Lucienne Day (1917-2010) was the foremost British textile designer of the immediate post-war period. Her work repeatedly drew on the inspiration of flowers, foliage and other plant forms, but she radically reworked the traditional repertoire of the pattern designer, by bringing to it her knowledge of modern abstract art. Day’s textiles speak the visual language of Kandinsky, Joan Miro and Paul Klee combined with a wonderful sense of colour, the designer’s fashion awareness and a quirky sense of humour.

For Lucienne, gardening was a lifelong passion. She was a knowledgeable plantswoman who, at her London home, was largely confined to pot gardening. However in 1964, she finally go some real soil to work with when she and her husband Robin, the furniture designer, leased a cottage in West Sussex as a weekend bolt hole.

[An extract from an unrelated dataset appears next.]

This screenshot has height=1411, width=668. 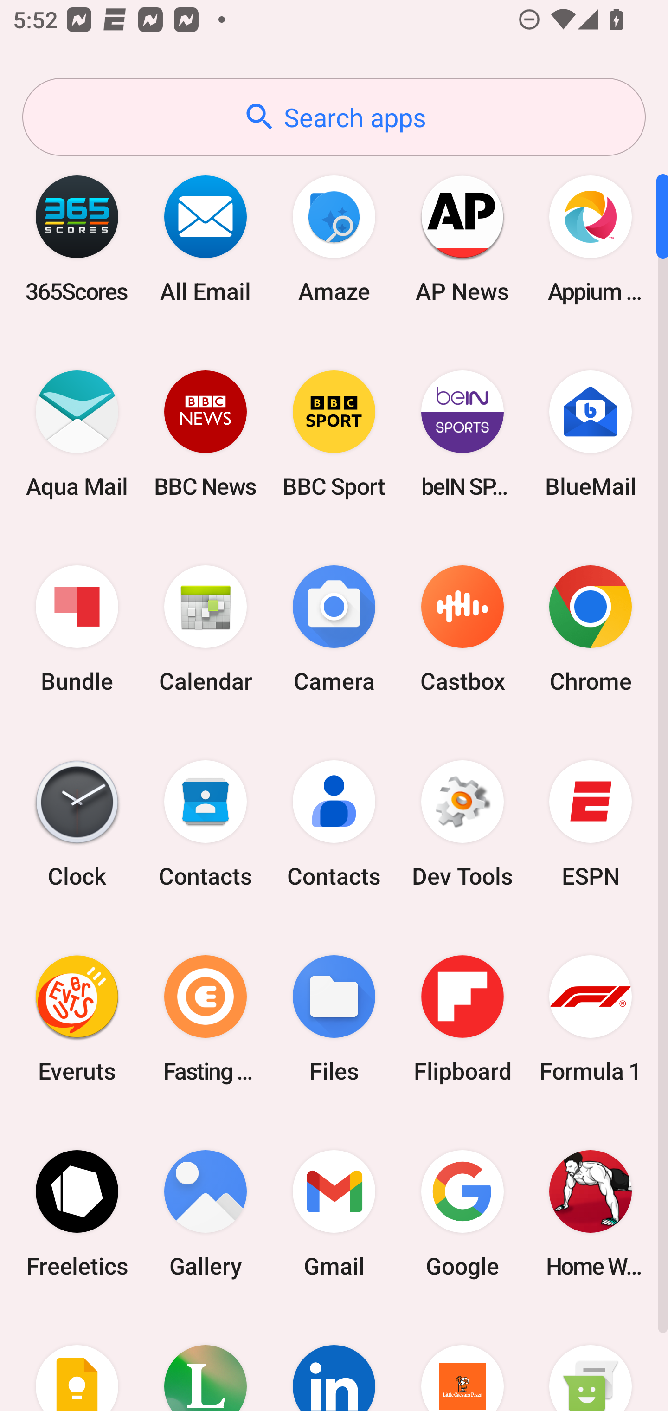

‘Calyx’ (below) is Lucienne Day’s most famous pattern from 1951. It was originally designed to hang in the Homes and Garden pavillion at the Festival of Britain. Although Heal’s were initially sceptical about the likely commercial success of the design, it sold in large quantities over many years and was widely emulated by other designers in both the UK and abroad. Highly original and startlingly modern, it proved the springboard for Lucienne’s career as a textile designer. Part of it’s success was the implied message of regrowth and optimism for a nation only just recovering from war.

Lucienne’s daughter Paula Day says ” I think (Calyx represents) the moment at which my mother found the courage to embrace her power as a creative artist. The pattern springs up, carefully contrived to work well in repeat yet apparently utterly spontaneous. ‘Calyx’ is at once dynamic and balanced, muscular and delicate, disciplined and free. I’ve come to see that as the signature of the best of my mother’s designs.

Some more of Lucienne’s designs, not all featured in this exhibition.

The Whitworth began to collect textiles designed by Lucienne Day around 1960, largely gifted by the manufacturers she worked with. The gallery was also the recipient of many textiles from the designer herself, after organising the first retrospective exhibition of her work in 1993. This show is part of the nationwide Lucienne Day centenary celebrations coordinated by the Robin and Lucienne Day foundation. More news here.

Thank you again to the Whitworth for some of the information for this post and for continuing to host such inspirational exhibitions.